China Sending A Warning? Hackers Could Bring Down U.S. Infrastructure 'At Will'
By Dan Hart/Washington StandJanuary 09, 2025
Share this article:
In the wake of an unprecedented breach of U.S. Treasury Department workstations by Chinese state-sponsored hackers last week, a new report has revealed that the Biden administration quietly acknowledged over a year ago that hackers sponsored by the communist regime have the ability to shut down U.S. infrastructure such as ports and power grids "at will."
A Wall Street Journal report published over the weekend cited individuals familiar with a "secret meeting" Biden's National Security Adviser Jake Sullivan held with telecommunications and technology executives at the White House in the fall of 2023, in which Sullivan admitted that Chinese hackers had acquired the ability to potentially paralyze the U.S. by disrupting power grids and shipping ports.
A year after the meeting, hackers from China executed a further massive breach of U.S. internet service providers in September 2024, demonstrating the extent of their capabilities to potentially bring America to a standstill.
The revelations come following an additional "major incident" that occurred in December in which workstations at the U.S. Treasury Department were remotely accessed by China state-sponsored actors after a stolen keycode was used to override security software.
"They got into three units of the Treasury," explained author and China expert Gordon Chang, during Saturday's edition of "This Week on the Hill." "One was Secretary Yellen's office. The other was the Office of Foreign Assets Control. Those are the people who manage sanctions. And that's probably what they were really looking at to see what the United States was thinking about in terms of new targets for sanctions."
Chang, who serves as a distinguished senior fellow at the Gatestone Institute, went on to argue that the hacking incident was also meant to send a message.
"Any time the Treasury is hacked, it sends shudders through the U.S. financial community and through financial communities around the world, because countries rely on the dollar and they look to the U.S. financial markets," he pointed out. "So probably what the Chinese wanted to do, as well as obtain documents, really, is to send a message about the integrity of the dollar and the Treasury networks and the reliability and the resilience of the United States. So I think we should look at this -- not just as an attempt to get one or two documents from Treasury -- but really an attack on the global financial system."
Chang further noted that the attack was likely to signal a threat toward the incoming Trump administration, in light of President-elect Donald Trump's statements that he will impose stiff tariffs on imported goods from China. "They are worried about President Trump changing American posture towards China in ways that would make it very difficult for the Chinese economy, for instance. ... They have been trying ways to message the incoming Trump team, as well as to try to make preparations for what they anticipate will be Trump's actions against the Chinese state."
Cybersecurity experts see the cyberattacks from Xi Jinping's communist regime as a sign that China is using the tactic as a form of warfare. Brandon Wales, a former top U.S. cybersecurity official at the Department of Homeland Security, told WSJ that U.S. computer networks will be a "key battlefield in any future conflict" with China. He further noted that the intelligence collection that China is engaging in through the breaches "are designed to ensure they prevail by keeping the U.S. from projecting power, and inducing chaos at home."
As to the question of whether America can stop China's cyberattacks, Chang believes that the current government has the ability but does not have the political will.
"We know what the Chinese are doing. We have the means to stop it. We don't adopt those means," he emphasized. "So this has become a question of American political will. The U.S. government should, I think, mandate cybersecurity standards for the industry, and they should be adopting much tougher defenses for the U.S. government itself. We don't do that."
Chang went on to contend that the U.S. could stop China's cyberwarfare efforts in its tracks if it exacted painful enough economic penalties.
"If we go back to 2018, President Trump imposed his 25% tariffs under the authority of Section 301 of the Trade Act of 1974. Almost everybody forgets that those were supposed to be remedies for the theft of U.S. intellectual property. China steals by cyber and other means somewhere in the neighborhood of a half-trillion dollars a year of U.S. IP.
And so, obviously, the measures that we've adopted up to now just are totally inadequate. Those tariffs need to go to stratospheric levels, and I hope that President Trump will do that. But whatever it is, we've got to do something because the loss of data, the loss of intellectual property, the loss of national security secrets has been grievous."
After noting the current struggles that China's economy is currently undergoing, Chang concluded by underscoring how important the U.S. economy is for the communist regime, and the moral imperative that America has to not aid China's forced labor policies.
"China right now absolutely needs the U.S. market. It can't replace it. President Trump can deny that market, and indeed we should not be importing into the U.S. goods made with Chinese forced labor, because that's a violation of the Tariff Act of 1930. We should not be financing genocide."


> Task requirements
Copy out the lines below that hold the word "abcdefIIIIIIIVVI".

Segment Open

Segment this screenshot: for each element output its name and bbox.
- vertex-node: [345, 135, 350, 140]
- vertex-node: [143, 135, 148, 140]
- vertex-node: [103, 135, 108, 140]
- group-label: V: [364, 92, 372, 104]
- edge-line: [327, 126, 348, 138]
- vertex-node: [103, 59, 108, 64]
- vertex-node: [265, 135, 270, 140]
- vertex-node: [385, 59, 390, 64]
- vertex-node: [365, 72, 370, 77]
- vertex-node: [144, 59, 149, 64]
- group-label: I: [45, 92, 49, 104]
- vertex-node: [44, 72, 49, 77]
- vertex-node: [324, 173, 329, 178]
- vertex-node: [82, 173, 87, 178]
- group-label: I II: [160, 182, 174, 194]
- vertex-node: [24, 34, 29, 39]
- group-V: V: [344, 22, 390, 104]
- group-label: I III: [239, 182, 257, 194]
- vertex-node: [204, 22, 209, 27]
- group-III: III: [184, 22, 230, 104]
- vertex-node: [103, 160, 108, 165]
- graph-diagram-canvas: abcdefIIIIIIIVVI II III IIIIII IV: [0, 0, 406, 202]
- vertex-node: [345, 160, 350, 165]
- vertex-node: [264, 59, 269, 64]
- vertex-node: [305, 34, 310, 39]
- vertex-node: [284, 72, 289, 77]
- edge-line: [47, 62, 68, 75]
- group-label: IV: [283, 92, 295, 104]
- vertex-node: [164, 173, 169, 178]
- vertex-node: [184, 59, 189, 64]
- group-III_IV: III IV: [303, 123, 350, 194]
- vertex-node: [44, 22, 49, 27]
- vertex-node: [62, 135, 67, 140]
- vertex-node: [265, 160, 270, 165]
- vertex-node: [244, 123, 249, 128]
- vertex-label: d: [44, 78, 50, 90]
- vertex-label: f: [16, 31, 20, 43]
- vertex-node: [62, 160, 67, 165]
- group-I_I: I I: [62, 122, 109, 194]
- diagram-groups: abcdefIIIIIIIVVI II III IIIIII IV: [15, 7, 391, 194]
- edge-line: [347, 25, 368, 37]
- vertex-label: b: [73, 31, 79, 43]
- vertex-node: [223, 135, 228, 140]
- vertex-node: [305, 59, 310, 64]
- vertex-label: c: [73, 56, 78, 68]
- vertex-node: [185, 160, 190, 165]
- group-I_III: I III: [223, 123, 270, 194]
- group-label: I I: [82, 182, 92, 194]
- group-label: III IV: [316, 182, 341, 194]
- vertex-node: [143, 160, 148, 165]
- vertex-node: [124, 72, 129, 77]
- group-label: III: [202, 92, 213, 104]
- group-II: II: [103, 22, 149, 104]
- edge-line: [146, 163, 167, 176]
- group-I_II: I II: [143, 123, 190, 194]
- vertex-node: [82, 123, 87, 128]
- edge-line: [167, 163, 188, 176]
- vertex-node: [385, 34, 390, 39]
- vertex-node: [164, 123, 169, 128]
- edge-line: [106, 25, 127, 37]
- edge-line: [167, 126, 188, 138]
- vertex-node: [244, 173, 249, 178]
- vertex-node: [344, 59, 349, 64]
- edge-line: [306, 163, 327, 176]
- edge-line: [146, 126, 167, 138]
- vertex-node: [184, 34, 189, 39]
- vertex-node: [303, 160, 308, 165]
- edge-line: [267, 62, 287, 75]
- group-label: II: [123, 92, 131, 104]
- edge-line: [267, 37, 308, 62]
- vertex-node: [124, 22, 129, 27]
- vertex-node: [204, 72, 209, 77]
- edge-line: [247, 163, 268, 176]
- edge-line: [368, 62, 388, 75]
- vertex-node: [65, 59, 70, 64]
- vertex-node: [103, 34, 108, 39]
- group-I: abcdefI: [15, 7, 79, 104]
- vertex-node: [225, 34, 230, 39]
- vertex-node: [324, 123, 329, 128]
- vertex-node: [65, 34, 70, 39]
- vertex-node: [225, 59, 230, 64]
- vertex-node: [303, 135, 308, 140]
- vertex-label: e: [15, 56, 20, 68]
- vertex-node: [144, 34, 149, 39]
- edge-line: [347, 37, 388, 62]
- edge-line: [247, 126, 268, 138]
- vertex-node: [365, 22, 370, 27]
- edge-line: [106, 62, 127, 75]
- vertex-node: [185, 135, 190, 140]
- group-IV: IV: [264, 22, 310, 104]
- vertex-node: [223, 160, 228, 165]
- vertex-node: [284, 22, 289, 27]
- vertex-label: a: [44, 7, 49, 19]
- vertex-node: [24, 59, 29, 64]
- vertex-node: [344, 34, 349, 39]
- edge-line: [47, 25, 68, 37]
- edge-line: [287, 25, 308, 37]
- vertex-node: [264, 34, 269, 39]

Segment Closed

> Task result
- graph-diagram-canvas: abcdefIIIIIIIVVI II III IIIIII IV: [0, 0, 406, 202]
- diagram-groups: abcdefIIIIIIIVVI II III IIIIII IV: [15, 7, 391, 194]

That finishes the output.